Rodolfo Machado, Intl. Assoc. AIA
Machado + Silvetti Associates, Boston
Creation of Distinctive Space: A Collage of Context and Invention
April 27, Tuesday
Rodolfo Machado is a founding principal of Machado and Silvetti Associates in Boston, Massachusetts. As a firm, Machado and Silvetti strive to have their works celebrate the unique nature of each individual design proposal and therefore have no one signature style. While known for their Museums and Urban Planning, they have experience working on projects of all shapes, sizes, and typologies throughout the world.
Many of their most notable projects, such as Bowdoin College Museum of Art and The Getty Villa in Los Angeles, juxtapose the modern world against the historical. Machado and Silvetti have been marked as “rigorous modernists who have a love of classicism and believe that an architect best respects history not by imitating it but by teasing its spirit into new forms.“ Existing structures are “recast” within the collage of new elements to create a new architectural identity while respecting the integrity of the original.
Born in Buenos Aires, Argentina, Rodolfo received his Diploma in Architecture from the Universidad de Buenos Aires. He continued his studies in urban design at the Centre de Recherche d’Urbanisme in Paris. Then he moved onto the University of California at Berkeley, where he received his Masters in Architecture and pursued postgraduate work in architectural theory and criticism.
With over 40 years of combined experience, Rodolfo and his partner Jorge Silvetti have developed an international reputation for design that finds its roots in context, materiality, and craft. Their designs include the Getty Trust, the Isabella Stewart Gardner Museum, the Utah Museum of Fine Arts, the Bowdoin College Museum of Art, the Snite Museum of Art, the Addison Gallery of American Art, the Provincetown Art Association and Museum, as well as the Boston Public Library, and Harvard, Princeton and Rice Universities.
Machado and Silvetti Associates have received three National Honor Awards from the American Institute of Architects, ten Progressive Architecture awards, seventeen Boston Society of Architects Awards, including the 2003 Harleston Parker Medal, twelve awards from the New England chapter of the American Institute of Architects, and the First Award in Architecture given by the American Academy of Arts and Letters.Three monographs have been produced on the office, Rodolfo Machado and Jorge Silvetti: Buildings for Cities (1989), Casas 40: Rodolfo Machado & Jorge Silvetti (1995), and Unprecedented Realism: The Architecture of Machado and Silvetti (1995).
A member of the Harvard University faculty since 1986, Rodolfo is a Professor in Practice of Architecture and Urban Design at the Graduate School of Design. He also chaired the Department of Urban Planning and Design from 2004 to 2009. He has taught at Carnegie-Mellon University and at the Rhode Island School of Design, where he chaired the Department of Architecture from 1978 until 1986.
Rodolfo’s drawings and projects have been extensively published and exhibited in museums and galleries around the world. On April 27th, he will present a sampling of this work renowned for distinctive spaces and soulful architecture in the United States and abroad.
Each lecture will take place at Falvey Hall at Brown Center, Maryland Institute College of Art, 1301 W. Mount Royal Avenue and will begin at 6 p.m. with a reception to follow. 1.5 AIA/CES (HSW) with registration. Save time and money by purchasing tickets through the AIABaltimore office.
Series tickets (4 lectures) are $30/AIA, BAF, BH and ASLA members; $45/public; $15 individually at the door as space permits.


▶ _PROBLEM TO SOLVE_:
If a line in the data below contains the word "value", copy it out.

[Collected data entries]
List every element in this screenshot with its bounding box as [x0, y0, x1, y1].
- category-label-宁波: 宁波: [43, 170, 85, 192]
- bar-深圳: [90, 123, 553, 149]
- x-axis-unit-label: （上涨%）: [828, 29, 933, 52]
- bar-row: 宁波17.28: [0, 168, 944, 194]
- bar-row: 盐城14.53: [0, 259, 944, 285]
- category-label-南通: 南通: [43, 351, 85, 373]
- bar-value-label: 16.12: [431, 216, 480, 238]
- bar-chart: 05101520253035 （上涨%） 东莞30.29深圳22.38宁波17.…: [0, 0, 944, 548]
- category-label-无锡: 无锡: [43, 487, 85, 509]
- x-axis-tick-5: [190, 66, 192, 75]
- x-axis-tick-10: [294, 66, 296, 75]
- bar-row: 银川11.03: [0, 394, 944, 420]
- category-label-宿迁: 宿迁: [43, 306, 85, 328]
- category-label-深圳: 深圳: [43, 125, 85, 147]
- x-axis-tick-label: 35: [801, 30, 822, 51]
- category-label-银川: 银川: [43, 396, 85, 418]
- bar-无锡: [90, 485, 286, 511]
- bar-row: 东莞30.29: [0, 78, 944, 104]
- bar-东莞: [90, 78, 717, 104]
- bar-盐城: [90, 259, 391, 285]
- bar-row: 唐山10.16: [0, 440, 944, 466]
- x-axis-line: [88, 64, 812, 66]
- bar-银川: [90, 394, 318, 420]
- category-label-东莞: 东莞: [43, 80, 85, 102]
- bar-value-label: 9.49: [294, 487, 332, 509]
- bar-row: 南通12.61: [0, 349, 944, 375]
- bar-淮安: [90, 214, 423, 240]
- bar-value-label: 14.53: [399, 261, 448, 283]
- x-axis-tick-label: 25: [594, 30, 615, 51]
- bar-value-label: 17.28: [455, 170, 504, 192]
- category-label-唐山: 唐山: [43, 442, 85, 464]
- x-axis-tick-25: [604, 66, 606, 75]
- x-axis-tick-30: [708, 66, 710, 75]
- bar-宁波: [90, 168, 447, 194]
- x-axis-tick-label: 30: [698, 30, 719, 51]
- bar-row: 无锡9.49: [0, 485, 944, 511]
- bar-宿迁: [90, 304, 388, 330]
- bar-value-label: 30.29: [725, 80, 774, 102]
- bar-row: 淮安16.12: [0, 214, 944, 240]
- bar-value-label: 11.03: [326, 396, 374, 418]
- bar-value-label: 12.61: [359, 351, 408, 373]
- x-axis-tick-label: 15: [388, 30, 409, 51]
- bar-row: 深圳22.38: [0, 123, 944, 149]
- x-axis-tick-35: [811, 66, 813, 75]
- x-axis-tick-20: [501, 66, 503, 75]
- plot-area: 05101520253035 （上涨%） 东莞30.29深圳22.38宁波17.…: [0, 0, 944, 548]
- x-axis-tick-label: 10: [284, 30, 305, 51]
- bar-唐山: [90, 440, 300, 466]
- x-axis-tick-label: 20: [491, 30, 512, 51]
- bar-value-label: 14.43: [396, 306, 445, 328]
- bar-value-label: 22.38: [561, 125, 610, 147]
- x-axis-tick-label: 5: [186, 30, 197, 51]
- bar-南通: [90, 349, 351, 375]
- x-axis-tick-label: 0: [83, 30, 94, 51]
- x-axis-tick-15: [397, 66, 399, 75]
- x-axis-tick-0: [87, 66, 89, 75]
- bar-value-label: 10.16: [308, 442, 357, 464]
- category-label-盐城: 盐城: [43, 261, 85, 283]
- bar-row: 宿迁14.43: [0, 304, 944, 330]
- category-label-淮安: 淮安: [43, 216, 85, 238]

* * *

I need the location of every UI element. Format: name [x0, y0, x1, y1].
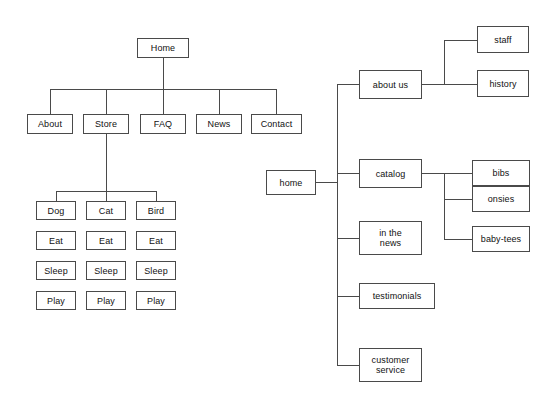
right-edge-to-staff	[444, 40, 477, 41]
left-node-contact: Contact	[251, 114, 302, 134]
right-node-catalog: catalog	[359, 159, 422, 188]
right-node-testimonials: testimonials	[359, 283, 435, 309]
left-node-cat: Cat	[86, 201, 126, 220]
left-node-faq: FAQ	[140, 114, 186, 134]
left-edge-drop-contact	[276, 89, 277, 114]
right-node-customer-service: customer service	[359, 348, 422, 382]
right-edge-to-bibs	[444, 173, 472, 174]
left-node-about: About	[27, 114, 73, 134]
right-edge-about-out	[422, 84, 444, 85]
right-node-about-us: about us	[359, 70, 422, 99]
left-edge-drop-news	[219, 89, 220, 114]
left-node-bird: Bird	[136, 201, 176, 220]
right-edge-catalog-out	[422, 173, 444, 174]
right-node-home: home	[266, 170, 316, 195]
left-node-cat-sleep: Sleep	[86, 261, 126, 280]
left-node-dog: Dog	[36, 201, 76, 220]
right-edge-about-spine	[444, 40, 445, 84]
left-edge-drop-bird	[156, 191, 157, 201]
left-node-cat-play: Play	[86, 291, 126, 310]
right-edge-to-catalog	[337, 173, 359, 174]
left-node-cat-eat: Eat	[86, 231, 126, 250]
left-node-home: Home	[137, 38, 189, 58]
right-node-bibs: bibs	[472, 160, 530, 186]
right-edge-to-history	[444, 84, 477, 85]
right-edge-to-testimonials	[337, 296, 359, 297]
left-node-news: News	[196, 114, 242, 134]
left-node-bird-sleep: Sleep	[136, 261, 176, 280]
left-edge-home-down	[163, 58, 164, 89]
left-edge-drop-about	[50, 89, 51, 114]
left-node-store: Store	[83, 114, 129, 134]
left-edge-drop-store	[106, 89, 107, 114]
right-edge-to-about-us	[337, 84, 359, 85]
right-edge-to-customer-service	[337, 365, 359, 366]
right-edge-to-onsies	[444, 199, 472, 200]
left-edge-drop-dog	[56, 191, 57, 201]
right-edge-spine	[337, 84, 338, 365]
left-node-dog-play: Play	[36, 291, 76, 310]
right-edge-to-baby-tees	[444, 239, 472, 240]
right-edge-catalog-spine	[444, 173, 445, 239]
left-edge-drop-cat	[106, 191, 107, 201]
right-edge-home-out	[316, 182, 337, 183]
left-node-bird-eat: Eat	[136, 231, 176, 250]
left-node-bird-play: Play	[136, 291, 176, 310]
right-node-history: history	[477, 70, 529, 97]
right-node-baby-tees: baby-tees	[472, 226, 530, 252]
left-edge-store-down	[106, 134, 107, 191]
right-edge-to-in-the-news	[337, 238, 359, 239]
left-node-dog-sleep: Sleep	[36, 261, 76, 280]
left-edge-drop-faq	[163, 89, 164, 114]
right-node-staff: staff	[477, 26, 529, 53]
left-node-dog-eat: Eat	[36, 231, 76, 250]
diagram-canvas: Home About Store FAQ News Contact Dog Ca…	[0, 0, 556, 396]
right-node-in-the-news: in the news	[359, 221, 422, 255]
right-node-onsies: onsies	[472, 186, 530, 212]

▶ _RESPONSE BELOW_:
- bar-value-label: 16.12: [431, 216, 480, 238]
- bar-value-label: 9.49: [294, 487, 332, 509]
- bar-value-label: 14.53: [399, 261, 448, 283]
- bar-value-label: 17.28: [455, 170, 504, 192]
- bar-value-label: 30.29: [725, 80, 774, 102]
- bar-value-label: 11.03: [326, 396, 374, 418]
- bar-value-label: 12.61: [359, 351, 408, 373]
- bar-value-label: 14.43: [396, 306, 445, 328]
- bar-value-label: 22.38: [561, 125, 610, 147]
- bar-value-label: 10.16: [308, 442, 357, 464]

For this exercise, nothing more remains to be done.